Catholic Bishops Must Change Health Care Strategy

by Deal Hudson - March 11, 2010

Reprinted with permission.

The lobbying strategy of the Catholic bishops in the health-care debate thus far has been one of qualified support. We support the health-care reform bill, the bishops argue, as long as it does not contain abortion funding and provides conscience protection for health-care workers.

The only help the bishops have received in their effort is from Catholic Democrat Bart Stupak, whose coalition of pro-life House Democrats is the only hope of either killing the bill or eliminating its abortion funding.

The bishops have made no headway with the Democratic leadership in Congress, including the Catholic Speaker of the House, Nancy Pelosi, and Catholic Secretary of Health and Human Services, Kathleen Sebelius – both of whom lied about the presence of abortion funding in the Senate version of the bill.

It should be clear to the bishops and their staff at the USCCB that there is no good will in either the Congress or the White House toward their concerns about abortion funding and conscience protections.

It's time for a change of strategy before it's too late. None of the Democratic leadership in control of this legislation has the least interest in keeping abortion funding out of the bill. Instead, they hope that by keeping the bishops in the posture of qualified support, the prospect of an outcry from grassroots Catholics will be postponed until after the bill is pushed through by some sort of legislative sleight of hand.

By the time the bishops can restart another national postcard campaign, health-care reform with abortion funding will be a fait accompli.

As I haveconsistently argued, even if (by some miracle) the health-care bill was passed without abortion funding, the increased government control over health-care services would lead, inevitably, to mandated abortion funding, as abortion advocates would then take the matter to the courts to finish the job. That the bishops don't seem to recognize this inevitability – publicly, anyway – is disappointing.

The support that the bishops and the staff of the USCCB have shown to Stupak and his pro-life coalition is commendable, perhaps even historic. But it is a slender thread upon which to hang their hopes for an abortion-less health-care bill.

If there are those among the Catholic leadership who think the bishops' risky strategy is justified by the immense problem of uninsured American citizens and immigrants, both documented and not, then they should be reminded of the danger of proportionalism. To put it bluntly, trading universal coverage for federal abortion funding is not morally justifiable.

When Speaker Pelosi and Secretary Sebelius lied about the presence of abortion funding in the health-care bill, it made national headlines. The corrective came from Richard Doerflinger of the USCCB's Secretariat of Pro-Life Activities and other pro-life leaders whose comments were published in a few Catholic news services. When the Catholic speaker of the House and secretary of HHS mislead the nation on such a crucial issue as abortion funding, then they should be answered by their peers: the bishops.

The strategy of qualified support is risky, because it means that Congress and the White House are not hearing the fury that is building at the grassroots level among Catholics. I suspect they are also not hearing about the growing distrust and impatience of many bishops toward this process.


Deal W. Hudson is the director of the Morley Institute, and is the former publisher of CRISIS Magazine, a Catholic monthly published in Washington, DC. His articles and comments have been published in The Wall Street Journal, New York Times, Washington Post, Washington Times, Los Angeles Times, National Review, Richmond Times-Dispatch, The Village Voice, Roll Call, National Journal, The Economist, and by the Associated Press. He appears regularly on television shows such as NBC Nightly News, One-on One with John McLaughlin, C-Span's Washington Journal, News Talk, NET's Capitol Watch, The Beltway Boys, The Religion and Ethics Newsweekly on PBS, and radio programs such as "All Things Considered" on National Public Radio. He was associate professor of Philosophy at Fordham University from 1989 to 1995 and was a visiting professor at New York University for five years. He taught for nine years at Mercer University in Atlanta, where he was chair of the philosophy department. He has published many reviews and articles as well as four books: Understanding Maritain: Philosopher and Friend (Mercer, 1988); The Future of Thomism (Notre Dame, 1992); Sigrid Undset On Saints and Sinners (Ignatius, 1994); and Happiness and the Limits of Satisfaction (Rowman & Littlefield, 1996). His autobiography, An American Conversion (Crossroad, 2003), is available from Amazon.com.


PROBLEM TO SOLVE:
When a line below contains the string "area", show that line.

****************

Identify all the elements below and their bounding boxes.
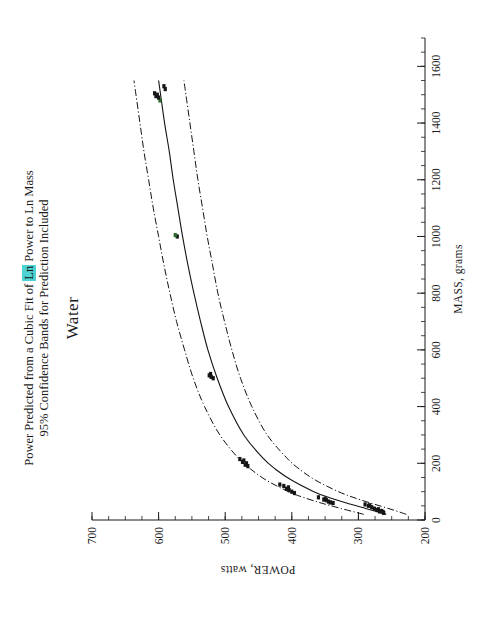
data-point: [242, 458, 245, 462]
data-point: [377, 507, 380, 511]
chart-svg: 02004006008001000120014001600 2003004005…: [0, 0, 477, 638]
x-tick-label: 1600: [430, 55, 442, 78]
data-point: [174, 233, 177, 237]
x-tick-label: 200: [430, 454, 442, 472]
x-tick-label: 400: [430, 398, 442, 416]
data-point: [209, 372, 212, 376]
y-axis-label: POWER, watts: [220, 563, 295, 576]
x-axis-label: MASS, grams: [452, 244, 465, 314]
y-tick-label: 600: [153, 527, 165, 545]
x-axis-ticks: 02004006008001000120014001600: [417, 38, 442, 523]
x-tick-label: 1200: [430, 168, 442, 191]
data-point: [238, 457, 241, 461]
data-point: [368, 503, 371, 507]
data-point: [282, 484, 285, 488]
plot-area: 02004006008001000120014001600 2003004005…: [0, 0, 477, 638]
y-tick-label: 500: [219, 527, 231, 545]
data-point: [363, 502, 366, 506]
x-tick-label: 1400: [430, 111, 442, 134]
x-tick-label: 800: [430, 284, 442, 302]
data-point: [162, 84, 165, 88]
x-tick-label: 600: [430, 341, 442, 359]
data-point: [317, 495, 320, 499]
y-tick-label: 300: [352, 527, 364, 545]
y-tick-label: 400: [286, 527, 298, 545]
x-tick-label: 1000: [430, 225, 442, 248]
y-tick-label: 700: [86, 527, 98, 545]
data-point: [287, 485, 290, 489]
data-point: [324, 497, 327, 501]
data-point: [380, 509, 383, 513]
y-tick-label: 200: [419, 527, 431, 545]
y-axis-ticks: 200300400500600700: [86, 512, 431, 544]
data-points: [153, 84, 385, 515]
x-tick-label: 0: [430, 517, 442, 523]
lower-confidence-band: [184, 81, 406, 515]
figure-root: Power Predicted from a Cubic Fit of Ln P…: [0, 0, 477, 638]
data-point: [153, 91, 156, 95]
data-point: [278, 482, 281, 486]
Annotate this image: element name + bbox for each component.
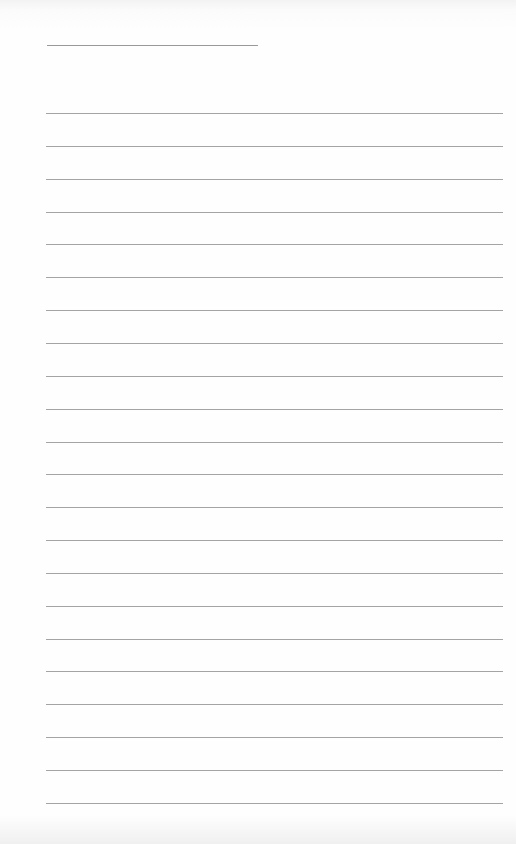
ruled-line (46, 540, 503, 541)
ruled-line (46, 277, 503, 278)
ruled-line (46, 343, 503, 344)
lined-paper (0, 0, 516, 844)
ruled-line (46, 376, 503, 377)
ruled-line (46, 639, 503, 640)
ruled-line (46, 573, 503, 574)
ruled-line (46, 507, 503, 508)
ruled-line (46, 146, 503, 147)
ruled-line (46, 606, 503, 607)
title-line (47, 45, 258, 46)
ruled-line (46, 803, 503, 804)
ruled-line (46, 113, 503, 114)
ruled-line (46, 671, 503, 672)
ruled-line (46, 212, 503, 213)
ruled-line (46, 179, 503, 180)
ruled-line (46, 310, 503, 311)
ruled-line (46, 244, 503, 245)
ruled-line (46, 409, 503, 410)
ruled-line (46, 442, 503, 443)
ruled-line (46, 737, 503, 738)
ruled-line (46, 704, 503, 705)
ruled-line (46, 474, 503, 475)
ruled-line (46, 770, 503, 771)
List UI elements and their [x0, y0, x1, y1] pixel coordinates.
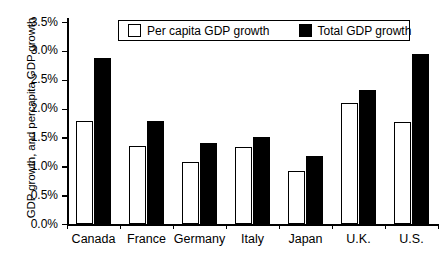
- y-axis-tick: 1.5%: [62, 137, 67, 138]
- y-axis-tick-label: 1.5%: [31, 130, 58, 144]
- y-axis-tick-label: 1.0%: [31, 159, 58, 173]
- bar-germany-per-capita: [182, 162, 199, 224]
- legend-label-total: Total GDP growth: [318, 24, 412, 38]
- y-axis-tick: 0.5%: [62, 195, 67, 196]
- x-axis-label-uk: U.K.: [346, 232, 370, 246]
- legend-label-per-capita: Per capita GDP growth: [147, 24, 270, 38]
- x-axis-label-italy: Italy: [241, 232, 264, 246]
- x-axis-tick: [67, 224, 68, 229]
- x-axis-tick: [438, 224, 439, 229]
- bar-japan-total: [306, 156, 323, 224]
- gdp-growth-bar-chart: GDP growth, and percapita GDP growth 0.0…: [0, 0, 443, 272]
- y-axis-tick: 3.5%: [62, 22, 67, 23]
- x-axis-line: [67, 224, 438, 226]
- x-axis-tick: [173, 224, 174, 229]
- y-axis-tick-label: 3.0%: [31, 43, 58, 57]
- chart-legend: Per capita GDP growth Total GDP growth: [118, 20, 410, 41]
- x-axis-tick: [332, 224, 333, 229]
- bar-canada-per-capita: [76, 121, 93, 224]
- y-axis-tick: 2.5%: [62, 80, 67, 81]
- legend-item-per-capita-gdp-growth: Per capita GDP growth: [128, 21, 270, 40]
- x-axis-label-france: France: [127, 232, 166, 246]
- x-axis-label-germany: Germany: [174, 232, 225, 246]
- bar-france-per-capita: [129, 146, 146, 224]
- y-axis-tick: 2.0%: [62, 109, 67, 110]
- bar-japan-per-capita: [288, 171, 305, 224]
- bar-canada-total: [94, 58, 111, 224]
- plot-area: 0.0%0.5%1.0%1.5%2.0%2.5%3.0%3.5%: [67, 18, 438, 225]
- x-axis-tick: [226, 224, 227, 229]
- bar-italy-per-capita: [235, 147, 252, 224]
- x-axis-label-us: U.S.: [399, 232, 423, 246]
- x-axis-tick: [279, 224, 280, 229]
- y-axis-tick-label: 3.5%: [31, 15, 58, 29]
- y-axis-tick: 1.0%: [62, 166, 67, 167]
- legend-swatch-icon-total: [299, 24, 312, 37]
- y-axis-tick: 3.0%: [62, 51, 67, 52]
- bar-italy-total: [253, 137, 270, 224]
- x-axis-label-canada: Canada: [72, 232, 116, 246]
- x-axis-tick: [385, 224, 386, 229]
- bar-us-total: [412, 54, 429, 224]
- bar-us-per-capita: [394, 122, 411, 224]
- x-axis-tick: [120, 224, 121, 229]
- y-axis-line: [67, 18, 69, 225]
- bar-uk-total: [359, 90, 376, 224]
- y-axis-tick-label: 0.5%: [31, 188, 58, 202]
- bar-france-total: [147, 121, 164, 224]
- legend-swatch-icon-per-capita: [128, 24, 141, 37]
- y-axis-tick-label: 2.5%: [31, 72, 58, 86]
- bar-uk-per-capita: [341, 103, 358, 224]
- bar-germany-total: [200, 143, 217, 224]
- y-axis-tick-label: 0.0%: [31, 217, 58, 231]
- x-axis-label-japan: Japan: [288, 232, 322, 246]
- legend-item-total-gdp-growth: Total GDP growth: [299, 21, 412, 40]
- y-axis-tick-label: 2.0%: [31, 101, 58, 115]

****************

TASK SOLUTION:
plot-area: 02004006008001000120014001600 2003004005…: [0, 0, 477, 638]
- plot-area: 0.0%0.5%1.0%1.5%2.0%2.5%3.0%3.5%: [67, 18, 438, 225]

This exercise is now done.